The works in ‘Entropical Paradise’ describe a pictorial perestroika, a state where a utopian image plane has become unstable or out of reach, and is in the process of restructuring with unforeseeable results. Expansive landscapes rendered faintly over raw linen are analysed and contemplated by a language of geometric forms, markers and demarcations that cast a recticle over the painted space, optimistically charting its return to a paradise lost.
The teleological context of this process is initially unclear, although the range-finding nature of the abstracted linear marks demonstrates the presence of a distinct agency of view, and separateness between what is being seen and the presence of the viewer seeing it. As a viewer of the painting we are situated helplessly inside the head of the imagined scanner of the horizon; previously a position of neurosis until the camera’s machine-eye acclimatised us to seeing through the eyes of another.
What is called into question is the nature of the viewer and their intentions upon the landscape, as the lines transecting the picture plane measure and attempt to quantify it. It may be that this tense but active relationship, between found structure and imposed form, is simply a reflection of the retinal battle between an individual observer and the world they try to navigate and locate themselves within.
This collapsed, existential reading stands as an elision of the narrative notions, demonstrating a common theme of the mind’s instinctive resistance to push against the entropic pressure of the dynamic world outside it. On an essential level the paintings are reflections on the process of trying to find a perceptual foothold in a chaotic but compelling world, the search for a stable point to locate a theodolite with which to gauge the lie of the land.
The romantic nature of the metaphorical language employed here reflects the core irony of this process: that the painted surface, like the retina, is just a surface. Even if there is an external “real” world, a mind could never perceive it, all it can observe is the retinal plane. To have a view of your own internal surface, that would be one thing; or to see the outside world, that would be another. It’s the clash of those two things that provides a site for the Entropical Paradise. Trying to fight the decline of thought over time, by consolidating memory onto canvas, is a core desire here. The event from which the painted spaces try to recover is simply the passage of time and the accompanying entropic degradation of single thoughts, brought by the mind’s eye constantly roving across the retinal surface.
The exhibition is accompanied by an extended essay by Fin Cullum.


Print the entries exactly; skip the pictures.

Data about app and page elements
-*-
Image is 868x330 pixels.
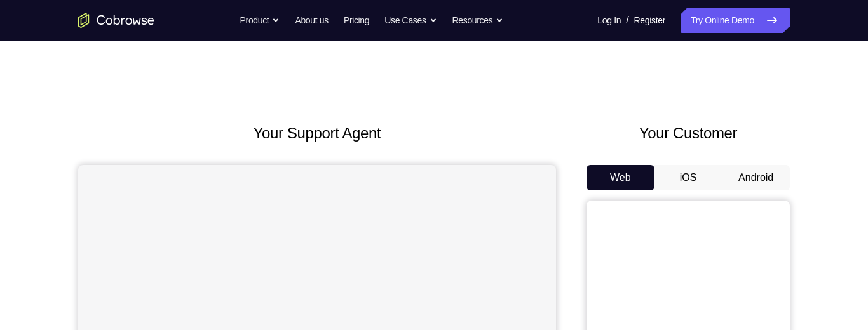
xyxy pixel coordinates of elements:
[294,8,328,33] a: About us
[597,8,620,33] a: Log In
[384,8,437,33] button: Use Cases
[680,8,790,33] a: Try Online Demo
[721,165,790,190] button: Android
[452,8,503,33] button: Resources
[344,8,369,33] a: Pricing
[634,8,665,33] a: Register
[626,13,628,28] span: /
[586,165,655,190] button: Web
[240,8,280,33] button: Product
[655,165,722,190] button: iOS
[78,13,154,28] a: Go to the home page
[586,122,790,144] h2: Your Customer
[78,122,556,144] h2: Your Support Agent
-*-
Answer to this task:
Image is 868x330 pixels.
xyxy pixel coordinates of elements:
[294,8,328,33] a: About us
[597,8,620,33] a: Log In
[384,8,437,33] button: Use Cases
[680,8,790,33] a: Try Online Demo
[721,165,790,190] button: Android
[452,8,503,33] button: Resources
[344,8,369,33] a: Pricing
[634,8,665,33] a: Register
[626,13,628,28] span: /
[586,165,655,190] button: Web
[240,8,280,33] button: Product
[655,165,722,190] button: iOS
[78,13,154,28] a: Go to the home page
[586,122,790,144] h2: Your Customer
[78,122,556,144] h2: Your Support Agent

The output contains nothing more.